More Advanced Life Support units and further communications training - those are the recommendations coming from the jury in this week's coroner's inquest into the death of Ryan Jacob.
Ryan Jacob
Deceased: Ryan Jacob was shot by a Burnaby RCMP officer in January 2013. His death is the subject of a coroner's inquest scheduled for July.

More Advanced Life Support units and further communications training - those are the recommendations coming from the jury in this week's coroner's inquest into the death of Ryan Jacob.

For three days, presiding coroner Margaret Janzen and a five-person jury heard testimony from officials regarding the 2013 shooting death of 45-year-old Jacob, son of Squamish First Nation Chief Gilbert "Gibby" Jacob, near the intersection of Hastings Street and MacDonald Avenue in Burnaby.

Burnaby Cpl. William Wark was one of the officials who testified at the inquest. He told Janzen and the jury that at first he thought Jacob was going to comply with his orders. Jacob instead pulled out two knives and began approaching Wark, despite repeated orders to get down on the ground, according to Wark's testimony.

Jacob was shot three times in the chest and died in hospital.

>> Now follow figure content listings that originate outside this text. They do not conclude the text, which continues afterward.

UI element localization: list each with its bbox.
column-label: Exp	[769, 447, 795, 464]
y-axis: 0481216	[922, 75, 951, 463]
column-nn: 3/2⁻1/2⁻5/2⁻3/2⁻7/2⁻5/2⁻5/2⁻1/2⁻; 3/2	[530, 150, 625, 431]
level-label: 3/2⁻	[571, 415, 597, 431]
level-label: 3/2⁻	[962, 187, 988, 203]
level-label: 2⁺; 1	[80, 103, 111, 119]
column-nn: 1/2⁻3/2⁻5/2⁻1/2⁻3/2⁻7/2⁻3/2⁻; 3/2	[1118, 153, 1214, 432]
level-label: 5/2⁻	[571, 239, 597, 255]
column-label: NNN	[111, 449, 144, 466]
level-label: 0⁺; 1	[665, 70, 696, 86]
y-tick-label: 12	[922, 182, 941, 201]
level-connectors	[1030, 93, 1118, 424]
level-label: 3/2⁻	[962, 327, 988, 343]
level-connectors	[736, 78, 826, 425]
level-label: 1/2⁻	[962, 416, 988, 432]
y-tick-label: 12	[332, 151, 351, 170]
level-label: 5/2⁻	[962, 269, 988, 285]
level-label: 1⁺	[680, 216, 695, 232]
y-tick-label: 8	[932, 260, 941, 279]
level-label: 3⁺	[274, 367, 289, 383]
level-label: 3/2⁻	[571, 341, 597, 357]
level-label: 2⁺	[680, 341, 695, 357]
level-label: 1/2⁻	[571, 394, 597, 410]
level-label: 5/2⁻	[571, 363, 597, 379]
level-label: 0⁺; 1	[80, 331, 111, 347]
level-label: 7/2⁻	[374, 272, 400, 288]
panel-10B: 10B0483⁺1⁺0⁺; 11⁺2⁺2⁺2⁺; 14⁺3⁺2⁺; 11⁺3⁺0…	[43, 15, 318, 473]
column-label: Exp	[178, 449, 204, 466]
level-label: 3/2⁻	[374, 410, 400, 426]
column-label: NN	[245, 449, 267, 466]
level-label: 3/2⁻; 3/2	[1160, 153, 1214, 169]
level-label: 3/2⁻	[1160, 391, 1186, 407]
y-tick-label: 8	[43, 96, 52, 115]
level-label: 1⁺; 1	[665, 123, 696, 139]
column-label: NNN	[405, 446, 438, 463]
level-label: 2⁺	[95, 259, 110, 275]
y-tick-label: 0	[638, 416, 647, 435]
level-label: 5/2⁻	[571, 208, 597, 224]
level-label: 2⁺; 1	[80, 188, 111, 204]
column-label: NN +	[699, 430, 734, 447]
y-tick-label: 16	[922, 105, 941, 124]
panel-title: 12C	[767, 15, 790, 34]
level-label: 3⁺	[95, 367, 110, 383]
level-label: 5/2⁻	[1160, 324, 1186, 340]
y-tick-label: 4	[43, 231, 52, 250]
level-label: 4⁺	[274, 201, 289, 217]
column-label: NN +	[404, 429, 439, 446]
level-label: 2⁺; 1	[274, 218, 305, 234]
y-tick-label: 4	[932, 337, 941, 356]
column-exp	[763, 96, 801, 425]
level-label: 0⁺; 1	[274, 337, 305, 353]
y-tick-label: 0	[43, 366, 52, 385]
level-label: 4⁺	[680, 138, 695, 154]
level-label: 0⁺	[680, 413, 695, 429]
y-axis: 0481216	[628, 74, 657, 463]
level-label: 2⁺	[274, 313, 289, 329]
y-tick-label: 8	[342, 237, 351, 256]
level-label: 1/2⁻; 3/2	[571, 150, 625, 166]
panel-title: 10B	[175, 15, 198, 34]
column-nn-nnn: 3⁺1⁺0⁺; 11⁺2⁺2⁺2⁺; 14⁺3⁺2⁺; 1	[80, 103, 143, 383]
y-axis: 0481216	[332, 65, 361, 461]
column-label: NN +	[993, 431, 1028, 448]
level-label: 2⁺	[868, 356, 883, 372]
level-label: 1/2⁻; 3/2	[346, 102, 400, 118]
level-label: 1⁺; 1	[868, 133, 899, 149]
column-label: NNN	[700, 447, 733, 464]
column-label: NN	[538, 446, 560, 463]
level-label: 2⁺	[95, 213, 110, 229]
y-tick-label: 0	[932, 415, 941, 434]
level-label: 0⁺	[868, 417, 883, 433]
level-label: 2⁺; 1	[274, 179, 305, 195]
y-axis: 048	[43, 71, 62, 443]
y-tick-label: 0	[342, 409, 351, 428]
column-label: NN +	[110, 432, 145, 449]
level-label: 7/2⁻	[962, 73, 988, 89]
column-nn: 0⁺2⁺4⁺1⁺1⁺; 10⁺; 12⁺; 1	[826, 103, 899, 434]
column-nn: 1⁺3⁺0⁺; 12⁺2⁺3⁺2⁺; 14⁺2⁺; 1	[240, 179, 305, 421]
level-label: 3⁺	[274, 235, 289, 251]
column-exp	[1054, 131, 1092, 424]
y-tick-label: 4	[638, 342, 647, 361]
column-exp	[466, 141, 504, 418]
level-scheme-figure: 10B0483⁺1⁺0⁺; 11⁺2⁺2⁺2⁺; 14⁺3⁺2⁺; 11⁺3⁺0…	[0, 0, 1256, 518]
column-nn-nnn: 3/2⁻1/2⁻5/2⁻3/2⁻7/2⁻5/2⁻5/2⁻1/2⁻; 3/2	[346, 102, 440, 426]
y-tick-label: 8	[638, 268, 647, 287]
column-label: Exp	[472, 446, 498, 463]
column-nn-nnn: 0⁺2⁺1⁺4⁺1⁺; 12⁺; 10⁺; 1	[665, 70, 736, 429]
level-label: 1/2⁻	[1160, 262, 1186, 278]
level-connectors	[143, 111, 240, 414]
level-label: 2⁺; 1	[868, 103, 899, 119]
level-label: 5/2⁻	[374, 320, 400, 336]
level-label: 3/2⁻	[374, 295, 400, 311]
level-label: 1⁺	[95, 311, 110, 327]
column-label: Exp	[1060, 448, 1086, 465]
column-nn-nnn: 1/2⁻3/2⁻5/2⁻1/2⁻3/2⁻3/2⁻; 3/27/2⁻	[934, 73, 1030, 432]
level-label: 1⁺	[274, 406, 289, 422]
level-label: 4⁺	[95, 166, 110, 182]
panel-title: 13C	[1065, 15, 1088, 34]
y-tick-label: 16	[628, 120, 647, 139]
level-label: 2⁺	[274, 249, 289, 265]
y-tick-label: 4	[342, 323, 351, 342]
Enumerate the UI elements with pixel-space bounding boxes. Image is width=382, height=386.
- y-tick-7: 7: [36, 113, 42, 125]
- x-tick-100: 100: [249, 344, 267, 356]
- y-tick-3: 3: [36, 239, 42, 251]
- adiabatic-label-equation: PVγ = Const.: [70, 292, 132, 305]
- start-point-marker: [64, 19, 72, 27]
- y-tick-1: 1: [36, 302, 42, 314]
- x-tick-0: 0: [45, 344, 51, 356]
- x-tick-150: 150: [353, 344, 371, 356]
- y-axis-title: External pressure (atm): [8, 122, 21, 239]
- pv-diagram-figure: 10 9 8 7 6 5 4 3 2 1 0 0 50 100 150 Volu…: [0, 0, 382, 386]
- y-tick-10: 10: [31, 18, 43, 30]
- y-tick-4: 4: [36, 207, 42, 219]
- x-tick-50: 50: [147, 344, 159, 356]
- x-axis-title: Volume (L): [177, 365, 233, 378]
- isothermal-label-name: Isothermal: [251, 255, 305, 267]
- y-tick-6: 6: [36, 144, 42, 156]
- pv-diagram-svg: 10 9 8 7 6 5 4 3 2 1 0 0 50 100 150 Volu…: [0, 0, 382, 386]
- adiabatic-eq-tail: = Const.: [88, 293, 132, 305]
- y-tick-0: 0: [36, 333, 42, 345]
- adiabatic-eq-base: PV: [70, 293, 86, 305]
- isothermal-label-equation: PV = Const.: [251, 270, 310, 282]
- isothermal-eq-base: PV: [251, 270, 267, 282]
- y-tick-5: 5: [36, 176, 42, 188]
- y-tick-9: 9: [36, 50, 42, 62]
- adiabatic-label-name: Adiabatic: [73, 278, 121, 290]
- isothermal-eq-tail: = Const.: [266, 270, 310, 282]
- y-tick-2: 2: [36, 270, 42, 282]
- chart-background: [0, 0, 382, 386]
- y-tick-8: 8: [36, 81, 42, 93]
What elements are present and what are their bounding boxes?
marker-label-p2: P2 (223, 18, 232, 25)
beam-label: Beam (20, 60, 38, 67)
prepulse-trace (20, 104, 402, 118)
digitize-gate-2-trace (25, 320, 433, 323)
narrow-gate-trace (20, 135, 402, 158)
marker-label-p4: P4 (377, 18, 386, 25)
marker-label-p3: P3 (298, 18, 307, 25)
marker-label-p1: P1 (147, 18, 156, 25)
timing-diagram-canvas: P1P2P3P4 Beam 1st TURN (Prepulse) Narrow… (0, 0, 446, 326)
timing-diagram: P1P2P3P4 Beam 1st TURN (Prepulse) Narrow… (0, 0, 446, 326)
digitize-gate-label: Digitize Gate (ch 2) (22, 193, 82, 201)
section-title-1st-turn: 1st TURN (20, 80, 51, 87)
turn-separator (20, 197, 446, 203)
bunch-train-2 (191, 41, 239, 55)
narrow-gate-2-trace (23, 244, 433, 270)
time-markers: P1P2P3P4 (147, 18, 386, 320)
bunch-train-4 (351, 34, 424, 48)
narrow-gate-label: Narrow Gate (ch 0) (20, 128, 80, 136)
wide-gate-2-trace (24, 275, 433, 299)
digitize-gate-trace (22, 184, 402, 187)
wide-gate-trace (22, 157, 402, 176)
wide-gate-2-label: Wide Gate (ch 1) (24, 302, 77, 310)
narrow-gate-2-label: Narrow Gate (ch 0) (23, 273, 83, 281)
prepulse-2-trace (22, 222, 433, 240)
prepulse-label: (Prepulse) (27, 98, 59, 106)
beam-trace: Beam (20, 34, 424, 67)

On Wednesday, the jury announced two recommendations following the inquest, which began on Monday.

To the Minister of Health, the jury recommended that the ministry, in partnership with B.C. Ambulance Service, consider adding more Advanced Life Support units to the Lower Mainland.

The jury also recommended that the Burnaby RCMP include, in the training of its members, "specific instruction on the working of their communication equipment, specifically concentrating on the matter of queuing during emergency situations," a release from the coroner service read.

According to Sgt. Rob Vermeulen, spokesperson for B.C. RCMP, the RCMP take recommendations from the B.C. Coroners Service "very seriously."

In an email to the NOW, Vermeulen said all recommendations are reviewed by the criminal operations branch of the RCMP and researched in conjunction with stakeholders. Written responses for all recommendations are then sent to the coroner.

According to Vermeulen, the RCMP have "to be mindful that any recommendation made could potentially impact on all RCMP resources in B.C. and may require additional significant training, infrastructure and finances, or may have complex legal challenges associated to any implementation."

"We work very closely with the B.C. Coroners Service and are committed to initiatives, recommendations and improved communication between all stakeholders that would allow us to continue to be the best policing service that B.C. citizens expect and deserve," Vermeulen said in the email.